Sunday, October 28, 2007

The Use of Metaphor

Some poets use metaphors in their poems to help them in clarifying images they drew in the lines, or describe the ideas which they want the reader to understand and make it easier to observe by relating the idea to something that a reader can imagine or know.

In fact, Audre Lorde used metaphor in her poem “Coal” to relate her ideas and images to some physical objects to make it easier for the reader to understand. She named her poem with “Coal” which implies black color to show the reader how she was proud to be black and specially in the Black Arts Movement period, which was a period that blacks tried to form a self identity and came over the slavery period they lived before. Moreover, she had chosen the coal in particular as a material that has the darkest black color possible to help her describe that state of an extreme proud of her color. Hence, this metaphor can be seen clearly by relating the coal to “"I am black because I came from the earth's insides.”

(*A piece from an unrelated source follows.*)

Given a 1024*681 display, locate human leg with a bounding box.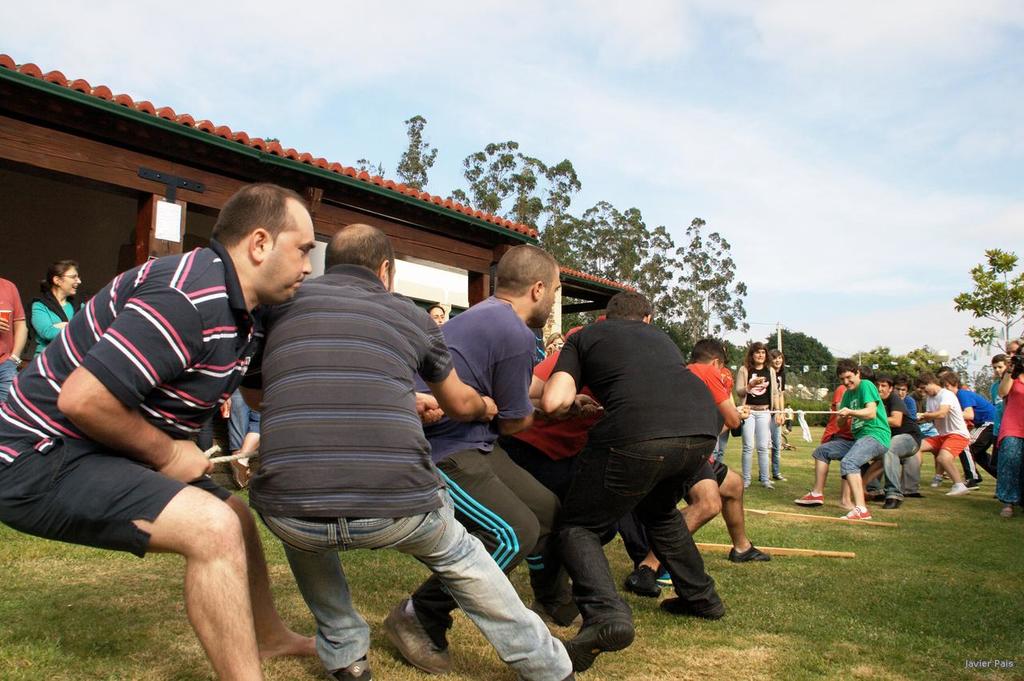
Located: box=[877, 437, 917, 507].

Accordingly, Lorde used the diamond as another physical object to describe and clarify her ideas about the words spoken by humans and how they can be shaped in a good or bad way. This can bee seen when she said “Some words are open like a diamond“. Furthermore, she kept on using metaphor to describe the words by relating them to the breeding of adders when she said “Some words live in my throat breeding like adders”, which implied the ability to hold dangerous things to say even though it is hard to hold. Accordingly, the words were related to other things in Lorde’s poem, when she compared them to gypsies when se said “Other know sun seeking like gypsies over my tongue”, wagers when she said “Then there are words like stapled wagers in a perforated book”, and sparrows “explode through my lips like young sparrows bursting from shell”.

In conclusion, Lorde’s poem satisfies the idea of “Poem is a metaphor”. She went through her ideas and pictures in her poem and related them to physical object, colors, human kinds, and snakes. Hence, the use of metaphor might make the poem more clear to readers to understand how the poet felt and wanted to say.